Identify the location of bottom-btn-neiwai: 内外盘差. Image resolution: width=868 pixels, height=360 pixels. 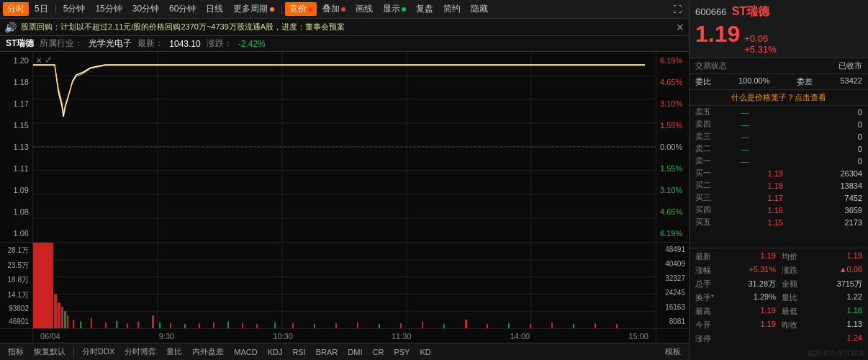
(208, 351).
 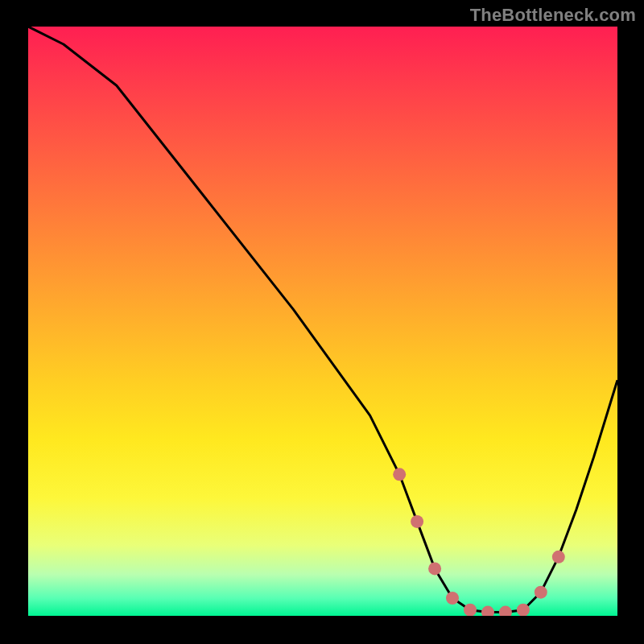 What do you see at coordinates (479, 542) in the screenshot?
I see `marker-group` at bounding box center [479, 542].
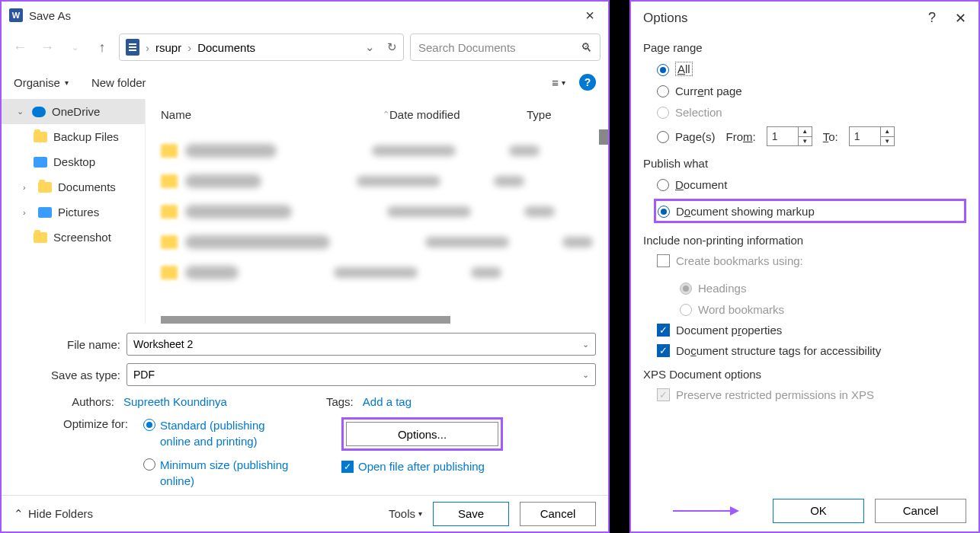 The image size is (980, 533). What do you see at coordinates (604, 137) in the screenshot?
I see `scrollbar-vertical` at bounding box center [604, 137].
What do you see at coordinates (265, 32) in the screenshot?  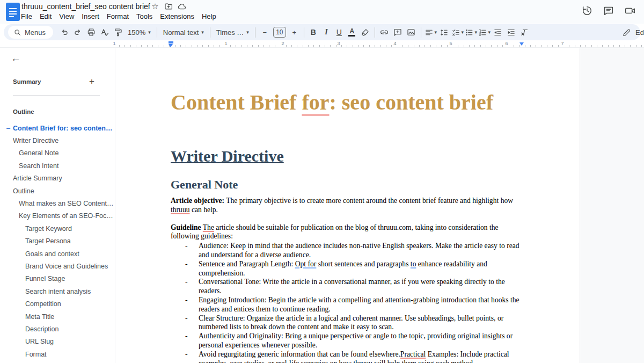 I see `decrease-font-size-button: −` at bounding box center [265, 32].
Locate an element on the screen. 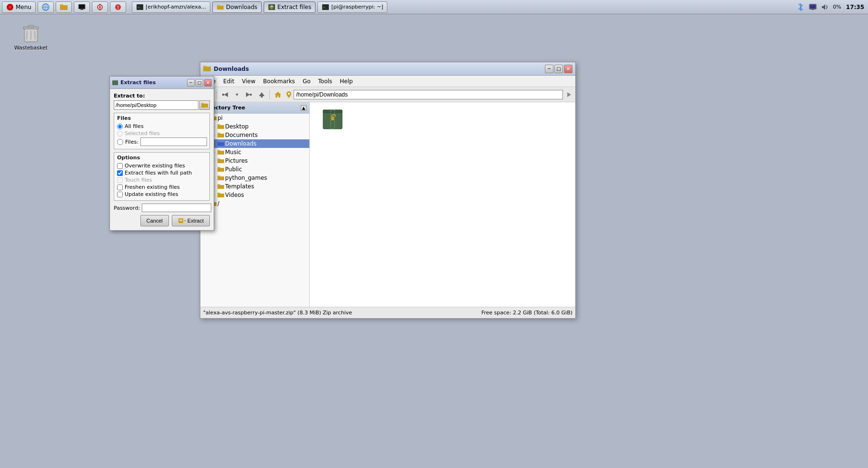 The width and height of the screenshot is (868, 468). cb-overwrite is located at coordinates (120, 166).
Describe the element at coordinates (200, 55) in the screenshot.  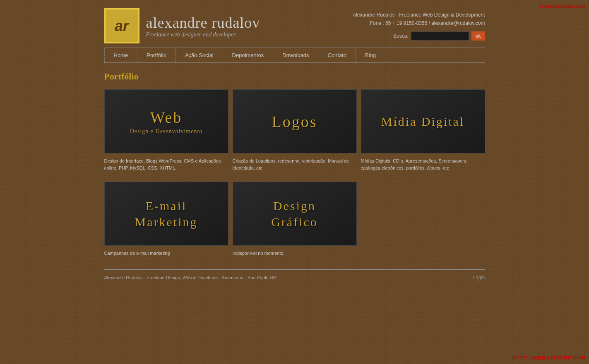
I see `nav-item-acao: Ação Social` at that location.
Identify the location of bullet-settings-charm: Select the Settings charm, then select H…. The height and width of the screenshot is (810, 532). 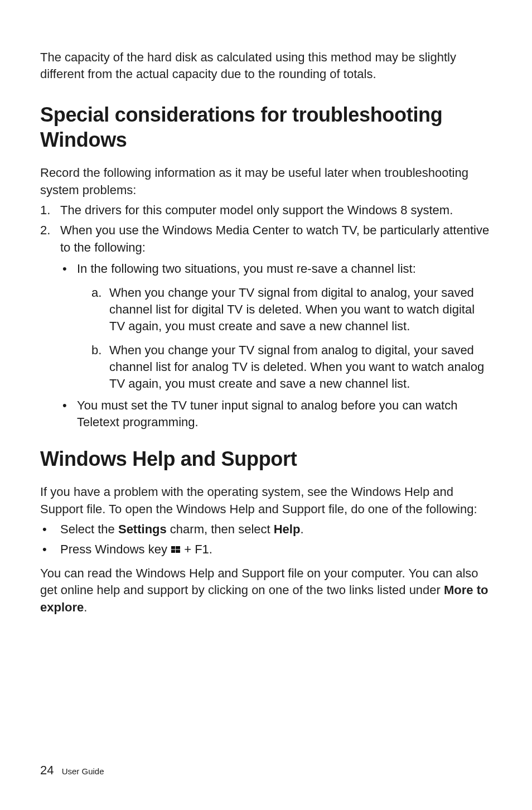
(266, 529).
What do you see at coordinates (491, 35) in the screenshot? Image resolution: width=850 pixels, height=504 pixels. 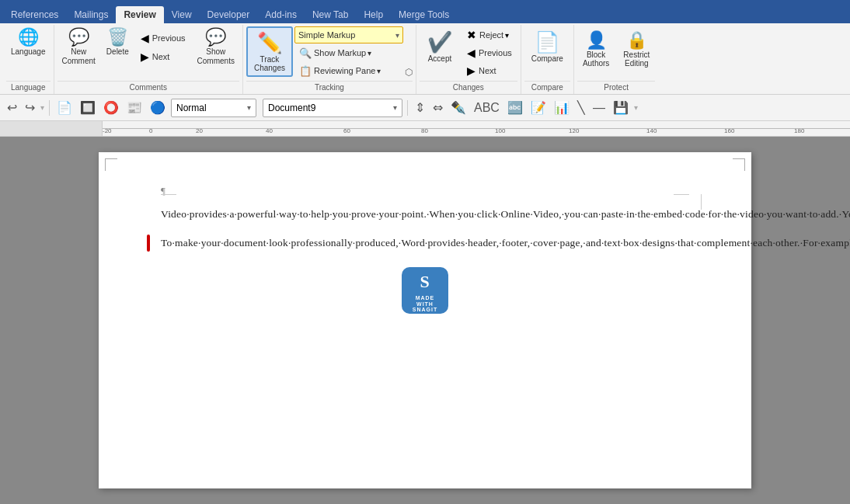 I see `reject-label: Reject` at bounding box center [491, 35].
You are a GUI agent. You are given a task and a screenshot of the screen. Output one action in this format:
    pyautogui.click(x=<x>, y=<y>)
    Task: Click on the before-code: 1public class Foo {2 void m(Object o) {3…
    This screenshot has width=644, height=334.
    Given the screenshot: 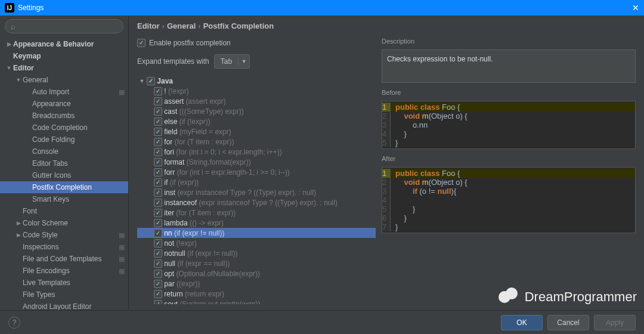 What is the action you would take?
    pyautogui.click(x=509, y=125)
    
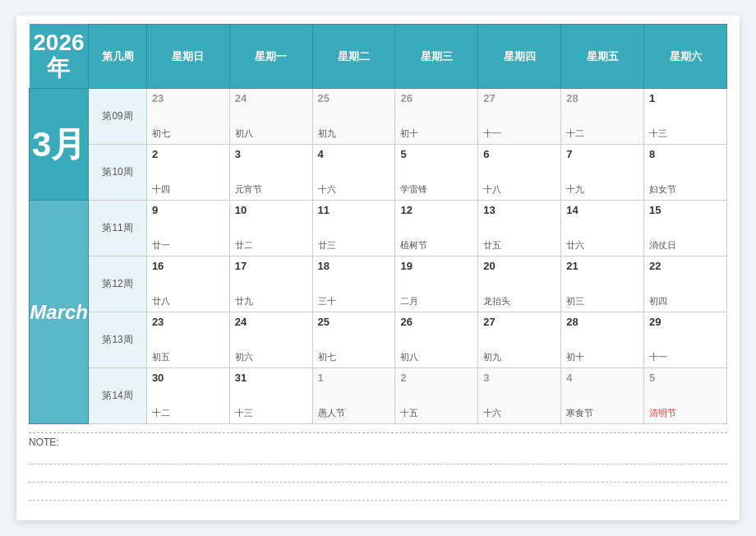 The width and height of the screenshot is (756, 536). I want to click on lunar-text: 愚人节, so click(332, 413).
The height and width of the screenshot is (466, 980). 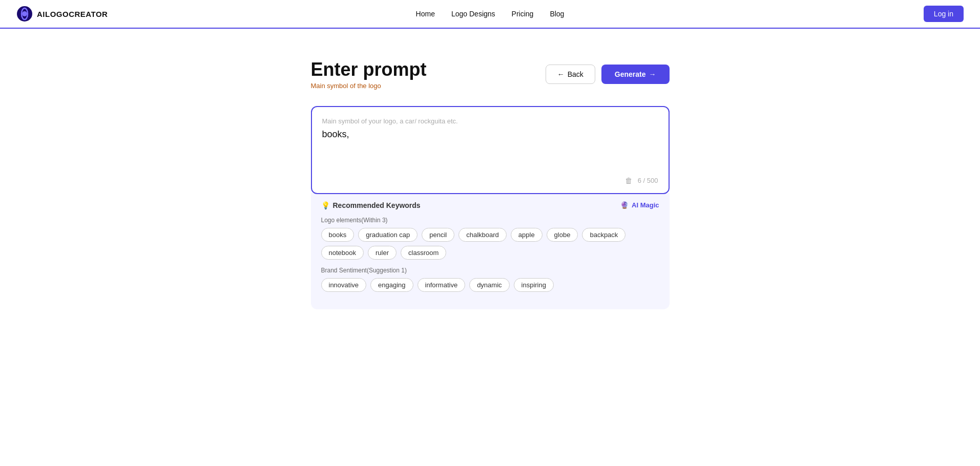 I want to click on nav-home: Home, so click(x=425, y=14).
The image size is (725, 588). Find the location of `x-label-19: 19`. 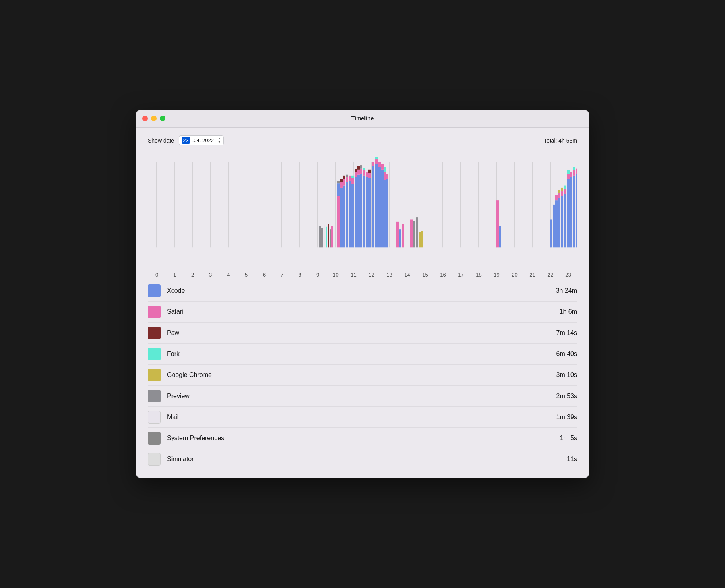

■ ■ ■ ■ ■ ■ ■

## EXERCISE DETAILS
Only one stretch of the entries above is wanted: the lines from the one containing "You are a GUI" through the one containing "This screenshot has". Please reproduce it exactly.

## ANSWER TO THIS TASK
You are a GUI agent. You are given a task and a screenshot of the screen. Output one action in this format:
    pyautogui.click(x=<x>, y=<y>)
    Task: Click on the before-code: 1public class Foo {2 void m(Object o) {3…
    This screenshot has width=644, height=334.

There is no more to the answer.